Advanced Television

Portables account for 1.5% of TV viewing

August 23, 2013

watch-tablet-ipadAnalysis of UK TV viewing figures for the first half of 2013 shows how people’s TV diet is developing as on-demand TV viewing becomes a more established part of people’s lives.

According to Thinkbox, the marketing body for commercial TV in the UK, total average daily TV viewing in the UK during January-June 2013 was 4 hours, 1 minute a day per person.

This comprised:

  • 3 hours, 58 minutes a day of linear TV on a TV set. This is 3 minutes a day less than the same period last year (source: Broadcasters’ Audience Research Board [BARB]). One reason for the slight drop is the improving economy.
  • 3 minutes, 30 seconds a day via devices such as tablets, smartphones and laptops (or just over 3 half-hour TV shows a month). This is mostly on-demand but some live streams (source: figures supplied by UK broadcasters to Thinkbox).
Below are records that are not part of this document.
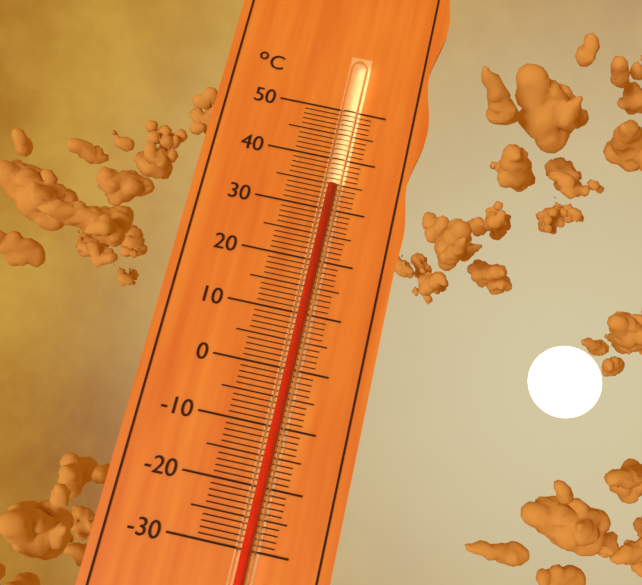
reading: 34 °C
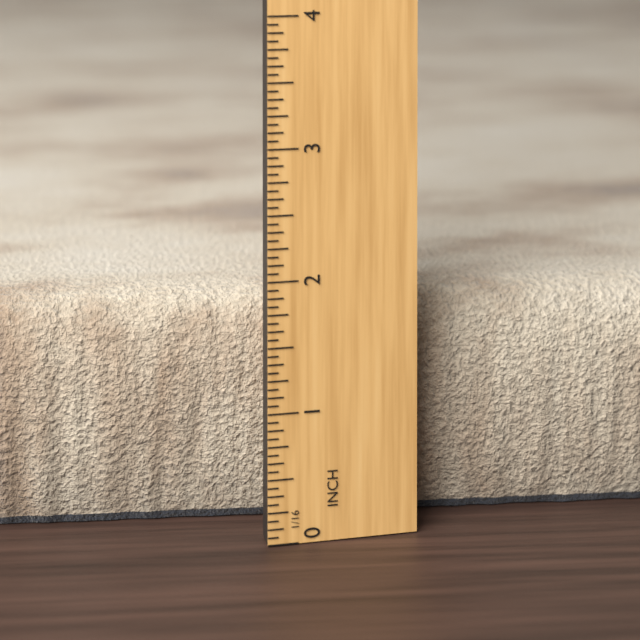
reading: 1.7500 in
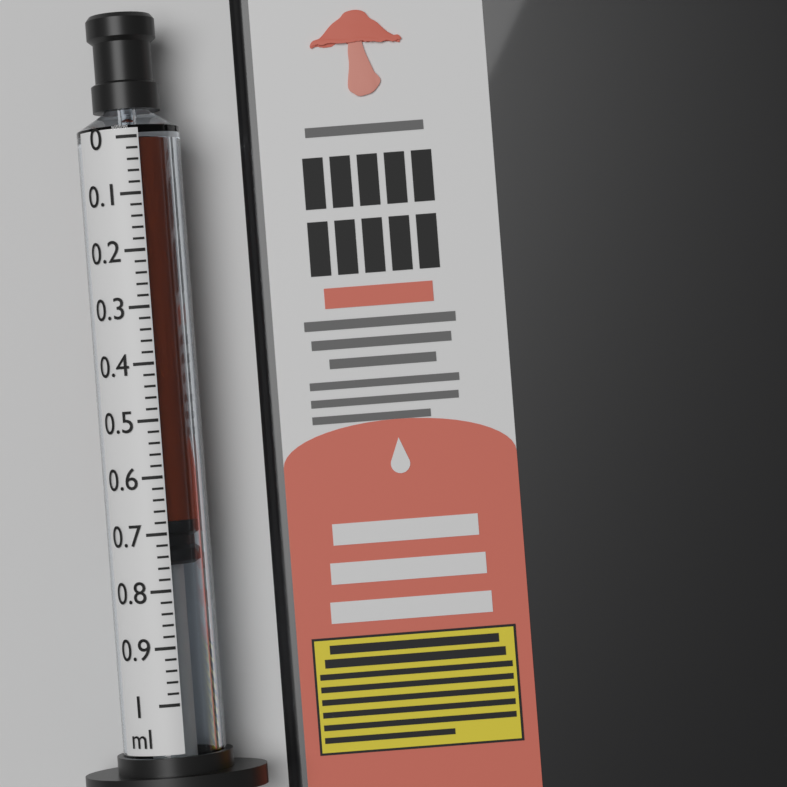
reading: 0.68 ml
In total, viewing on non-TV set devices via established services such as ITV Player, Sky Go, 4OD and BBC iPlayer, and new services such as Dave On-demand, accounted for 1.5 per cent of overall TV viewing during the first half of 2013. This is a slight increase on the full year figure for 2012, when it accounted for 1.2 per cent.

However, balancing this growth is the increasing availability of on-demand services to TV sets, which could eventually limit viewing on other devices.

In terms of linear TV viewing:

  • The average viewer watched 3 hours, 58 minutes a day of linear TV on a TV set during January-June, compared to 4 hours, 1 minute during the same period in 2012, according to BARB.
  • This is 12 minutes more of linear TV a day during the first half of the year than ten years ago.
  • 89 per cent of linear TV was watched live compared to 89.9 per cent in 2012.
  • The average person watched 2 hours, 35 minutes of commercial TV a day, the same as 2012.
  • Commercial TV accounted for 68 per cent of linear viewing, up from 66 per cent in 2012.
  • Commercial TV accounted for 73 per cent of linear viewing among the younger 16-34 audience.
  • In the last ten years, commercial TV viewing has increased by 15 per cent.

As for ‘time-shifted’ TV viewing, BARB’s measurement system captures the amount of linear TV that is recorded on digital TV recorders (DTRs) – such as Sky+, Freeview+ and Virgin Media’s TiVo – and watched within seven days of the original broadcast. It also captures any on-demand TV watched on a TV set in this period, although this is still a very small figure and BARB does not currently publish it separately.

  • In the estimated 58 per cent of households that own DTRs, 83.8 per cent of linear TV was watched live compared to 84.4 per cent in Jan-Jun 2012.
  • 81 per cent of all timeshifted viewing is watched within two days of recording
  • 47 per cent of timeshifted viewing is seen within 24 hours of it being recorded

BARB’s figures suggest that the growth in the amount of TV that is recorded and played back is slowing down. Ofcom also stated this in its recent Communications Market Report 2013.

Once all households have the ability to digitally record TV programmes, Thinkbox expects the average level of recorded and playback TV viewing to settle at around 15-20 per cent of total linear viewing, as it has in those households that do currently own DTRs. However on-demand TV will increase as a proportion of the time-shifted total.

As for additional, non-TV set viewing, BARB’s figures do not yet include TV viewed on devices other than TV sets, however figures supplied by the UK TV broadcaster show that this viewing accounted for an average of 3 minutes, 30 seconds of viewing a day per viewer.

With the spread of Internet-connected TV sets, Thinkbox expects that some on-demand viewing, which currently takes place off the TV set, will move to the TV set, as that is the screen people prefer to watch TV on.

Commercial impacts (the number of TV ads watched at normal speed) during Jan-Jun 2013 were up 0.9 per cent on the same period in 2012, and have grown by 12.3 per cent over the last five years.

The average viewer watched 48 ads a day – this is five ads more a day than five years ago. Collectively the UK watched an average of 2.8 billion ads a day in the first half of the year.

“We know that people watch live TV and on demand TV for different reasons,” noted Lindsey Clay, Thinkbox’s Managing Director. They “co-exist and together are helping TV to grow as a medium. People’s ongoing enthusiasm for TV, and their growing enthusiasm for embracing new ways to watch it, is great news for advertisers, who don’t always get the recognition they deserve for contributing to TV’s health and expansion.”